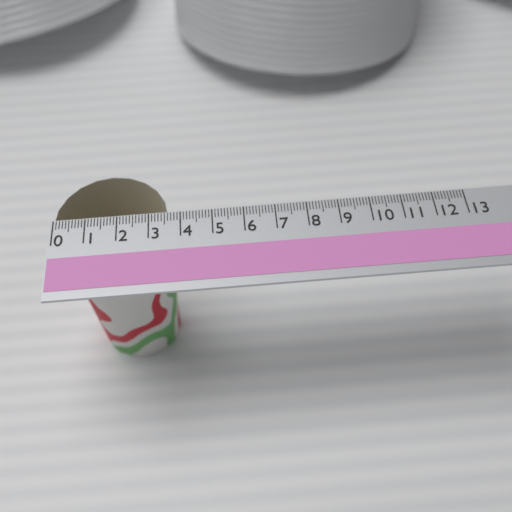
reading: 3.6 (no unit)
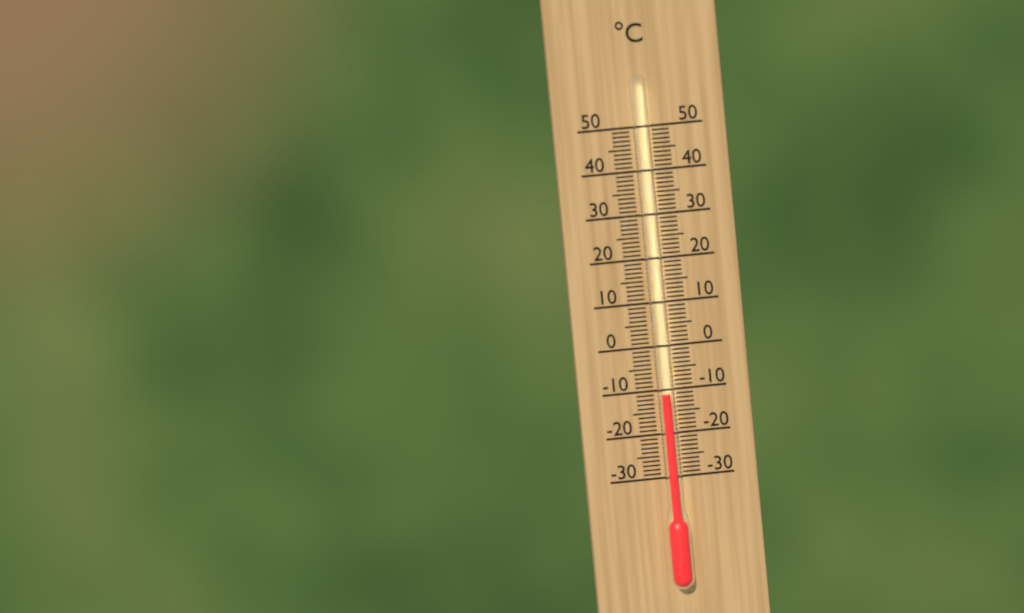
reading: -11 °C
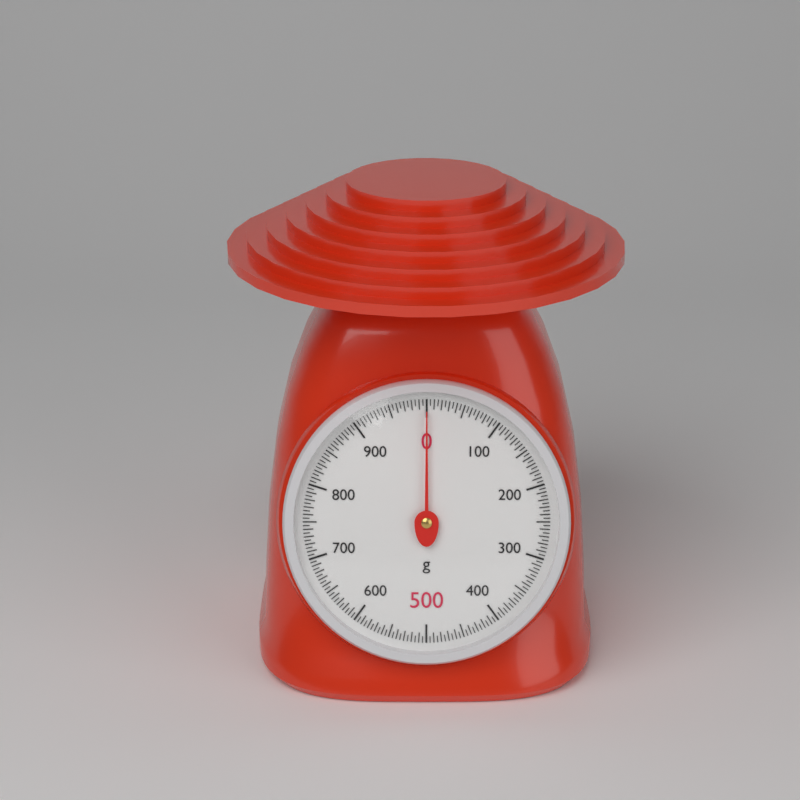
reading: 0 g
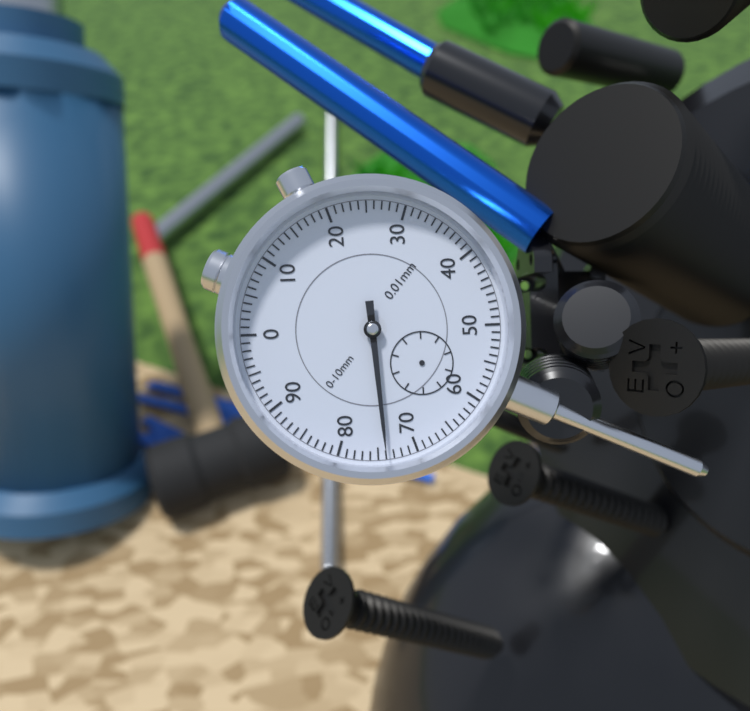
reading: 0.74 mm
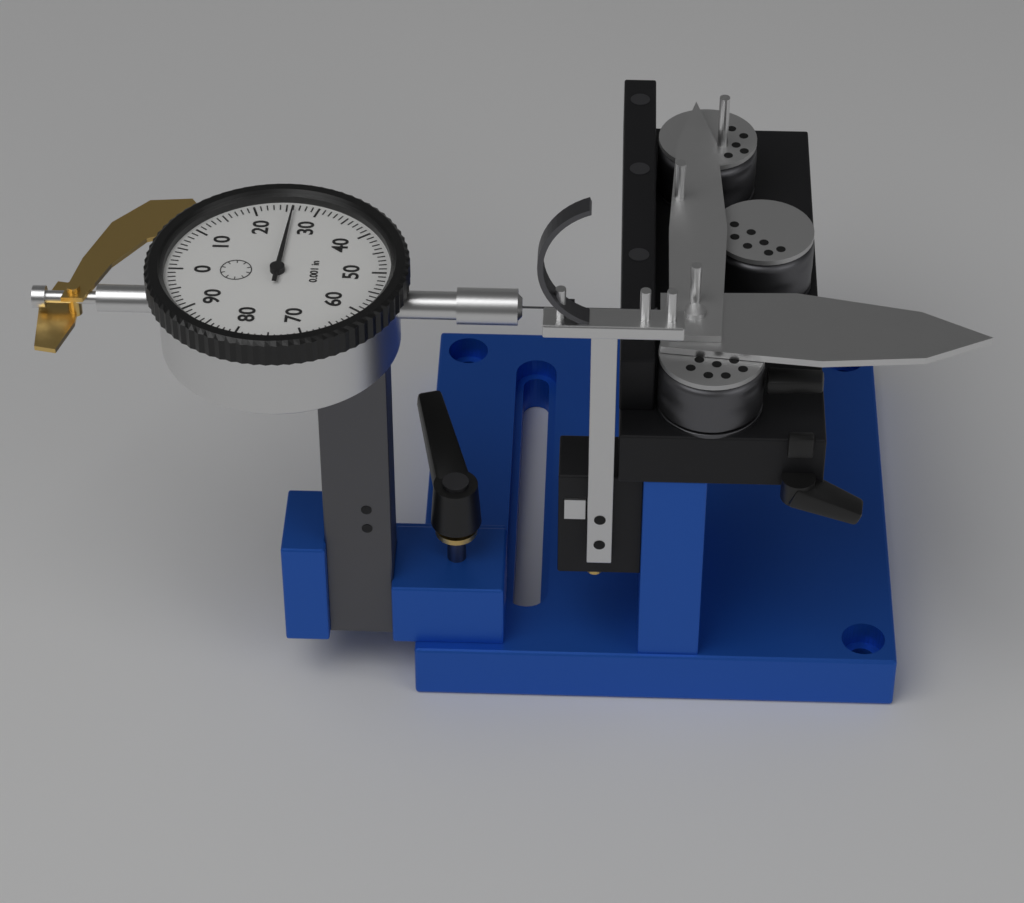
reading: 0.026 in
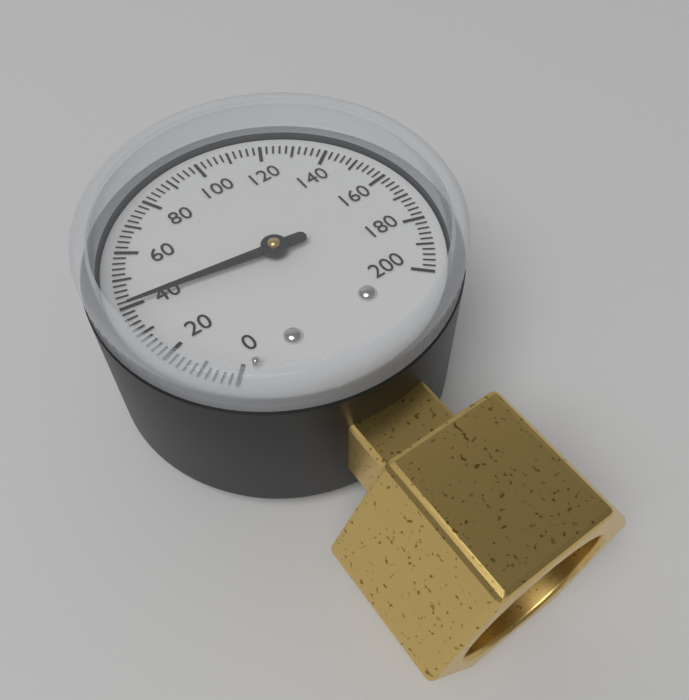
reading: 40 (no unit)
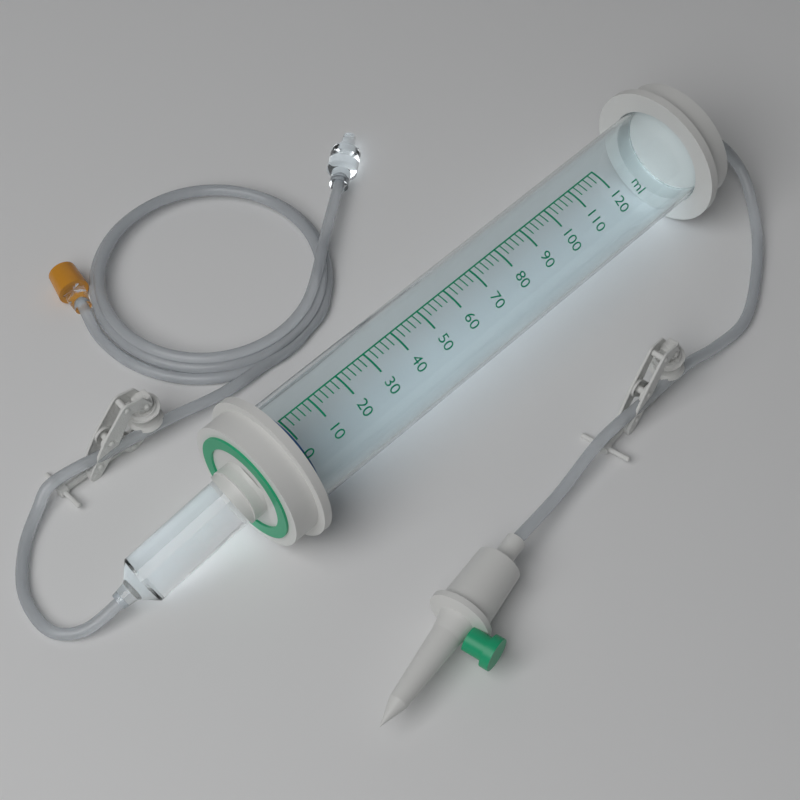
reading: 0 ml
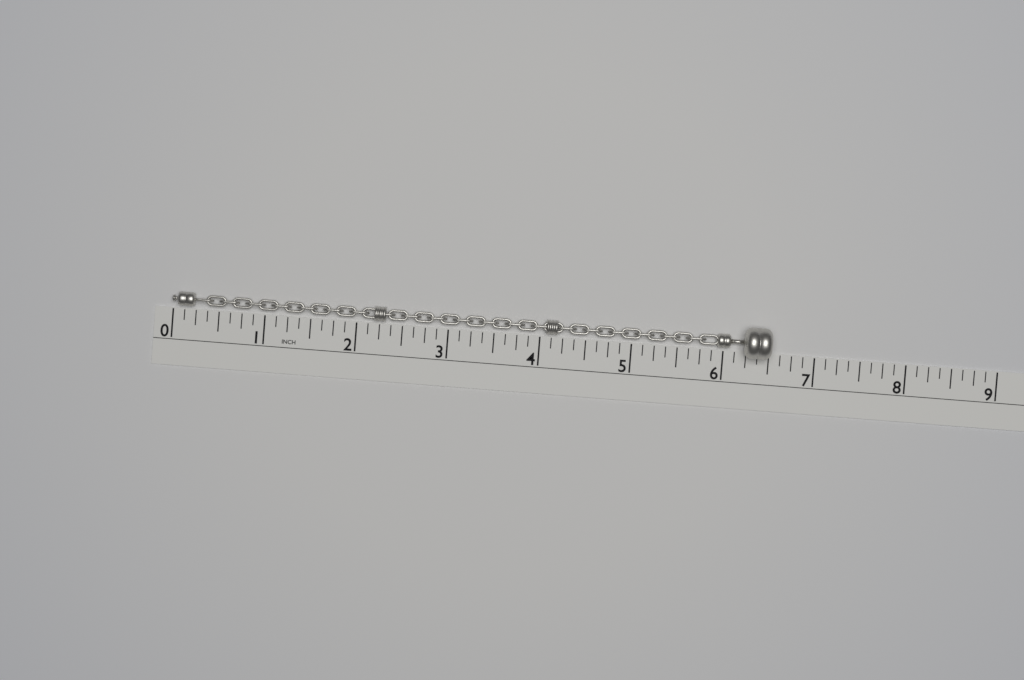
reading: 6.500 in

+-------+

**About this task:** Since the copy must exclude the pictures, transcribe only the text of the records, word for word.

**Answer to this task:**
reading: 3.6 (no unit)
reading: -11 °C
reading: 0 g
reading: 0.74 mm
reading: 0.026 in
reading: 40 (no unit)
reading: 0 ml
reading: 6.500 in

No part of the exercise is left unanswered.